Obama's Tax Plan: $30 B More from Millionaires
Policy + Politics

Obama's Tax Plan: $30 B More from Millionaires

REUTERS/Sergei Karpukhin

President Obama appeared more concerned about achieving tax “fairness” than raising revenue in his State of the Union speech last Tuesday.  He wants people with annual incomes of $1 million or more to pay no less than 30 percent in taxes to the federal government.  If that proposal was passed, it would do more than level the tax field, it would help reduce the federal deficit.  According to a Fiscal Times analysis of Internal Revenue Service data, Obama’s plan could add at least $30 billion to the federal coffers, depending on how the White House structures the program.

“You can call this class warfare all you want,” Obama said Tuesday in his televised address to Congress.  “But asking a billionaire to pay at least as much as his secretary in taxes? Most Americans would call that common sense…Washington should stop subsidizing millionaires.”

According to the most recent 2009 data from the IRS, the 236,883 richest American  households with income over $1 million and adjustable gross income (AGI) of $727 billion, paid an average 24 percent effective tax rate.  If they had paid an average effective tax rate of 30 percent, as Obama is proposing, they would have paid about $218.1 billion in taxes that year, instead of $177.5 billion. That difference is a net gain of $40.6 billion in revenue. 

However, that estimate does not account for the subset of millionaires who already pay above 30 percent, and would not contribute to that increased revenue. The IRS does not tabulate how many millionaires pay different effective tax rates.   Therefore, it’s possible the revenue raised could be lower—but likely no less than $30 billion annually.

“There’s a lot of uncertainty about how much income is taxed above 30 percent already, and knowing that could really change the revenues,” said Roberton Williams, a senior fellow at the Tax Policy Center.  “But there clearly is revenue to be had.”

Americans are supposed to pay a 35 percent tax rate on income earned over $388,350 under current law.  But in reality, many high earners—including Republican presidential contender Mitt Romney — pay far less than that since most of their earnings come from investment income, which is taxed at 15 percent, rather than wages. 

Although Obama did not offer details about his proposal, he did say Americans earning $1 million or more annually would pay at least 30 percent in taxes and would lose their ability to claim individual tax deductions for housing child care, retirement accounts, and health care.  The White House also hasn’t laid out how it would define the $1 million in income that would trigger the 30 percent tax rate.  It could be taxable income, cash income, gross income, or adjusted gross income.

“What Obama’s doing is really about optics and an impression of fairness and populism.  It’s clearly not about revenue raising,” said Howard Gleckman, a senior fellow and tax expert at the Urban Institute.

But $30 billion isn’t exactly chump change. That would be enough to fund the National Institutes of Health budget in fiscal 2012 or the entire 2011 cost of the Pell grant program that helps low-income students pay for college.  Another reference point: $30 billion is the approximate amount Americans spent during the 2011 holiday season

But not all millionaires would contribute equally to this bigger revenue pot.  Wealthy individuals who earn the majority of their income from investments, such as Mitt Romney, would shoulder the bulk of the increased tax liability.  Romney paid an effective tax rate of 13.9 percent on his $21.6 million in income in 2010, according to his tax returns that were released this week.  Had Obama’s 30 percent rate been in effect, his tax bill would have doubled from $3 million to $6.2 million.

Millionaires who earn the majority of their income through wages (and don’t have other ways of sheltering income) likely won’t see their taxes increase since many already pay more than 30 percent effective rates.  Successful doctors, lawyers, professional athletes, and even Romney’s rival, former House Speaker Newt Gingrich, who paid an effective 32 percent tax rate on $3.16 million of joint income with his wife in 2010, would fit into this category.

Merrill Goozner contributed to this report.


— Directions for this task —
In the listing below, which lines contain the string "Image"? Copy them all.

»»

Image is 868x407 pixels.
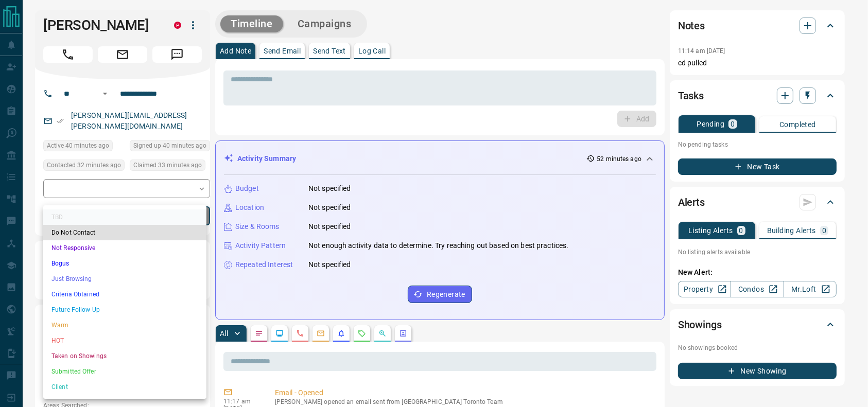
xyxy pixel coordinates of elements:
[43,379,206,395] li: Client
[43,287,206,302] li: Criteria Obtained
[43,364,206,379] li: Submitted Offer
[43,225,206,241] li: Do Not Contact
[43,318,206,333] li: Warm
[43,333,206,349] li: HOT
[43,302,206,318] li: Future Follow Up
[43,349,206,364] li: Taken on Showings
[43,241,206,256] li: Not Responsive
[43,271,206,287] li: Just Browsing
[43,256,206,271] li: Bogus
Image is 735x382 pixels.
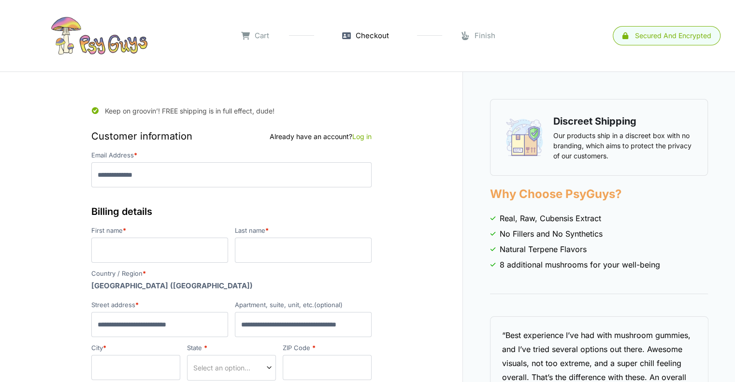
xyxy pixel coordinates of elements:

««
»»

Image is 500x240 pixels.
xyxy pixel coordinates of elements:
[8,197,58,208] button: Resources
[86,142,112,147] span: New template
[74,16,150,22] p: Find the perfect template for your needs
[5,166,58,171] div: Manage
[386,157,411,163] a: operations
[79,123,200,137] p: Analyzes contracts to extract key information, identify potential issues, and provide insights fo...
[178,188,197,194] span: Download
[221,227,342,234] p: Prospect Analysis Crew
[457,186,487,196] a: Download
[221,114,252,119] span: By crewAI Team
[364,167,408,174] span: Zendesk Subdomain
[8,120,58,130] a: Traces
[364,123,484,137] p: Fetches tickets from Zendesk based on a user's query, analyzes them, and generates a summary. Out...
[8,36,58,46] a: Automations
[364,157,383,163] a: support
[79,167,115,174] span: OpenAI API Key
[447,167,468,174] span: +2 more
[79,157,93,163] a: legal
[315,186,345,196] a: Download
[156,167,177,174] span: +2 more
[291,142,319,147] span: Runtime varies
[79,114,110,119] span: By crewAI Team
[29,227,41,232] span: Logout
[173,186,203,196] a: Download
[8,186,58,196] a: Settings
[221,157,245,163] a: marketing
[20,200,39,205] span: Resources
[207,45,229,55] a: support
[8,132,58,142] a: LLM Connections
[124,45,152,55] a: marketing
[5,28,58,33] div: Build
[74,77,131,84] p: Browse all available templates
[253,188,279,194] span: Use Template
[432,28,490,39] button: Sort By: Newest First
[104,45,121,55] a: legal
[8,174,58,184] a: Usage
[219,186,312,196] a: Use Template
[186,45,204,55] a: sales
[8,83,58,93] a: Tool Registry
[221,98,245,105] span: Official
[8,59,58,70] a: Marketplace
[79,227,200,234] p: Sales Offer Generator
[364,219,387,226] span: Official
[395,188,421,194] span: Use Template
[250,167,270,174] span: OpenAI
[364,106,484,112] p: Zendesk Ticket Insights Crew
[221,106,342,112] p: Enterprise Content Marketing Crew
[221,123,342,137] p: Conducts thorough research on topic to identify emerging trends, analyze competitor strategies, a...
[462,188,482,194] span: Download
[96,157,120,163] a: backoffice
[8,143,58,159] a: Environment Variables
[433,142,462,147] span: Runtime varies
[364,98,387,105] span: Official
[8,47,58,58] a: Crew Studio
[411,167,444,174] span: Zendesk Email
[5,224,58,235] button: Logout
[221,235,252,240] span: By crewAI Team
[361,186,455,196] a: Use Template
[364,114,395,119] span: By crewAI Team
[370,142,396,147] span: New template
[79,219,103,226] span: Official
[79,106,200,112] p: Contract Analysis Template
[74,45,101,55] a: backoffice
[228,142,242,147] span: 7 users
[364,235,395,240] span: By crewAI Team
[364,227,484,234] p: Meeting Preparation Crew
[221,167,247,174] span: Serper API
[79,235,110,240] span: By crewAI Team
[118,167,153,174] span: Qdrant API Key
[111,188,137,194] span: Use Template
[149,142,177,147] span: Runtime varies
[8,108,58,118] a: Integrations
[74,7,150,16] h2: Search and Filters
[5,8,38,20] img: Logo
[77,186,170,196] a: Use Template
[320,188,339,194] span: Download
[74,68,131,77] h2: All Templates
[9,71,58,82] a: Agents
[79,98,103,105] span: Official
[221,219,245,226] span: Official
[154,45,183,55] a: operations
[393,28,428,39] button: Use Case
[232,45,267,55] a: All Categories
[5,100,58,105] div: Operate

««

— Exercise response —
Image is 868x407 pixels.
Image is 735x382 pixels.
Image is 500x240 pixels.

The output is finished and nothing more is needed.